Designing a network became a clear, confidence-building flow — every step reducing uncertainty, every interaction reinforcing trust.


Every screen, template, and confirmation message was anchored to a mapped moment. Every sign-off verified that the moment had been designed for, not assumed. The journey map was the canonical reference through every design and vendor review.
Whiteboarding simplified highly complex, multi-threaded network diagrams into linear, intuitive experience flows. Multiple contextual views — table, circuit layout, map — improved comprehension before high-fidelity design.



Every wireframe was traceable to a journey moment, and every IA decision was signed off before vendor execution. Storyboards were leveraged to align business, brand, talent acquisition, compliance, and vendor teams on what each moment had to feel like — before any pixels were committed.
Nodes · Links · Health overlays — the live topology canvas
A reusable pattern library for canvas interactions, validation states, and AI suggestion surfaces — letting the platform extend without losing visual reasoning fidelity.

AI as supporting expertise, not replacement.
Governance defined where AI could suggest vs decide — engineers held final authority, AI behavior remained explainable and traceable, and operational risk stayed contained.
Core UX standards and risk controls were centrally maintained, while implementation remained flexible at the domain level. Governance was lightweight and embedded into delivery workflows, focusing on systemic risks — accessibility, regulatory compliance, brand integrity, apply-flow friction — rather than surface-level design. Continuous improvement was driven through analytics and shared learnings.
Real engineers tested topology assembly, validation flows, and AI suggestion behavior under realistic scenarios — confirming that visual reasoning materially reduced cognitive load and errors.
Role pages restructured so candidates established relevance within seconds. Headline, signal-bearing tags, and growth indicators surfaced before scroll.
Filters and sorting logic refined to align with the criteria candidates actually used — not the criteria the platform exposed by default.
Content hierarchy and CTAs improved so candidates entered the apply flow knowing what to expect. Confirmation messaging validated to reassure on submit.
Insights translated into refinements before launch — reducing rework during vendor implementation and surfacing systemic issues that would have appeared only post-release.
Final designs were validated against UX guardrails — moving from a 40-year-old command-driven model to a visual reasoning platform with AI assistance, while keeping engineers in full control.
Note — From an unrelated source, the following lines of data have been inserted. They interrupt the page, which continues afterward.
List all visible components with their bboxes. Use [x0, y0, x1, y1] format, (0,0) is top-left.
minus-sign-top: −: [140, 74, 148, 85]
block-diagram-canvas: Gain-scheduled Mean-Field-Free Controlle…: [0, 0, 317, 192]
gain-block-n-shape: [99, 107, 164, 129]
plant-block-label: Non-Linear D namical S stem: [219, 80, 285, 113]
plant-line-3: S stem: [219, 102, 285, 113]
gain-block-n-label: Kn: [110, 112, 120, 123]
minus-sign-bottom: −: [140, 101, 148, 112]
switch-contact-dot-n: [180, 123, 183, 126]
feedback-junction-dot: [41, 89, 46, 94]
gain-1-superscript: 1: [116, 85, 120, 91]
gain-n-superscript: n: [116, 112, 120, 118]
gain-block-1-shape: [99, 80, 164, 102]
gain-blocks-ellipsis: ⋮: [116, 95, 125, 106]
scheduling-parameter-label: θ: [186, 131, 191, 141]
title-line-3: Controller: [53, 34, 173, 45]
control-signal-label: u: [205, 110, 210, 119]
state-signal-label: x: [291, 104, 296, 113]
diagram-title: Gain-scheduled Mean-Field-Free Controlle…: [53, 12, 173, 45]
A 40-year-old command-driven system became a visual reasoning platform — design moved from mental simulation to visible complexity.
The platform inverted the legacy model. Networks are assembled through drag-and-drop, connections validate themselves in real time, conflicts surface immediately, and engineers preview impact before committing. AI supports expertise by suggesting, flagging, and learning — while engineers stay in full control of every consequential decision.
Designing for forty years of legacy command-driven expertise is a thinking problem first. These are the lessons I'd carry into any expert-tool transformation.
Experienced engineers don't need automation; they need their reasoning made visible. Visual-first interactions and AI suggestions worked because they amplified judgment instead of removing it.
Every shift from post-deployment discovery to in-flow validation reduced operational risk. The earlier the system surfaces a conflict, the cheaper it is to resolve.
Replacing hundreds of memorized commands with visible structure and contextual surfacing lowered cognitive load — even for engineers who had mastered the legacy system.
Engineers adopted AI suggestions only when the system explained why. Governance over what AI could suggest vs decide preserved trust and accountability across operations.